Source: (2004) In, Shadd Maruna and Russ Immarigeon, eds, After Crime and Punishment: Pathways to Offender Reintegration. Devon, UK and Portland Oregon: Willan Publishing. Pp. 233-260.

In assimilating deterrence and restorative justice concepts, community justice models demand that the community, formal justice agencies, and the offender share the responsibility of successful reintegration. The U.S. Justice Department, through the guidance of the Office of Justice Programs (OJP), developed eight pilot RPI sites. The States with RPI sites had to agree to build a re-entry infrastructure that emphasized the collaborative involvement of corrections, probation/parole, law enforcement, victim organizations, treatment agencies, housing agencies, and other community groups. Although the OJP provided technical assistance to the sites, they received no Federal funds for either planning or operations. Each site was responsible for defining, developing, and implementing a partnership suitable to the sociopolitical environment of the State and selected locality for the initiative. Reflecting some of the principles of intensive aftercare and other integrated service models, the best RPI sites have attempted to implement programs that are based in a system of unrestricted case management in which the collective efforts of justice agencies, service providers, family, and other community supports are devoted to the enhancement of the offender’s accountability and productivity in the community.

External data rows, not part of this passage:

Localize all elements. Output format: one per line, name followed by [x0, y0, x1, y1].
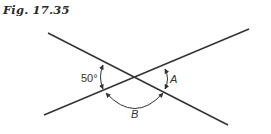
angle-A-label: A	[169, 73, 177, 85]
angle-A-arc	[165, 69, 168, 89]
angle-50-label: 50°	[81, 72, 98, 84]
angle-B-label: B	[131, 108, 138, 120]
angle-B-arc	[106, 93, 163, 109]
angle-50-arc	[101, 65, 104, 89]
angle-diagram: 50° A B	[0, 0, 271, 134]
line-2	[44, 29, 249, 115]
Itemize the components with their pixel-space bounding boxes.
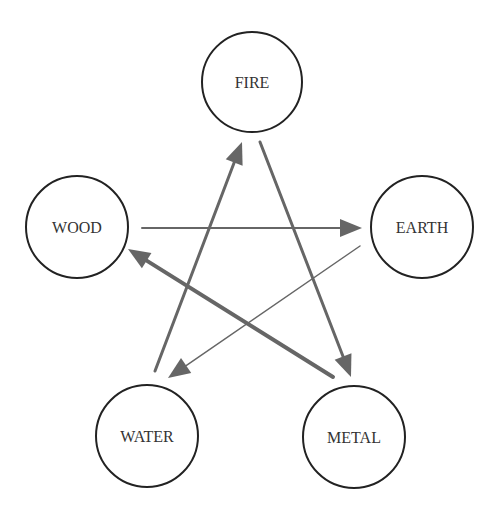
arrow-shaft [186,246,360,366]
node-metal: METAL [303,386,405,488]
arrow-shaft [155,163,234,371]
arrowhead-icon [335,353,352,377]
node-wood: WOOD [26,176,128,278]
edges-layer [128,142,362,378]
node-fire: FIRE [202,32,302,132]
node-label: WOOD [52,219,102,236]
arrowhead-icon [128,249,151,268]
node-label: EARTH [396,219,449,236]
node-label: METAL [327,429,381,446]
arrowhead-icon [168,358,191,378]
node-water: WATER [96,385,198,487]
node-label: FIRE [235,74,270,91]
arrow-wood-to-earth [142,219,362,237]
arrowhead-icon [340,219,362,237]
arrow-shaft [260,142,343,356]
arrow-earth-to-water [168,246,360,378]
node-earth: EARTH [371,176,473,278]
nodes-layer: FIREWOODEARTHWATERMETAL [26,32,473,488]
node-label: WATER [120,428,174,445]
five-elements-diagram: FIREWOODEARTHWATERMETAL [0,0,491,511]
arrowhead-icon [226,142,243,166]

The new model presents a research agenda that focuses on the individual-community interaction and its impact on individual criminal behavior. The available research on informal social controls shows promise for the future, but it is not clear whether the nature of the informal social control personally affects differential outcomes. Even more critical is the issue of whether the linkage between the formal and informal social controls can, overall, affect the rate of offenders who successfully reintegrate into the community. Abstract courtsey of the National Criminal Justice Reference Service, www.ncjrs.org.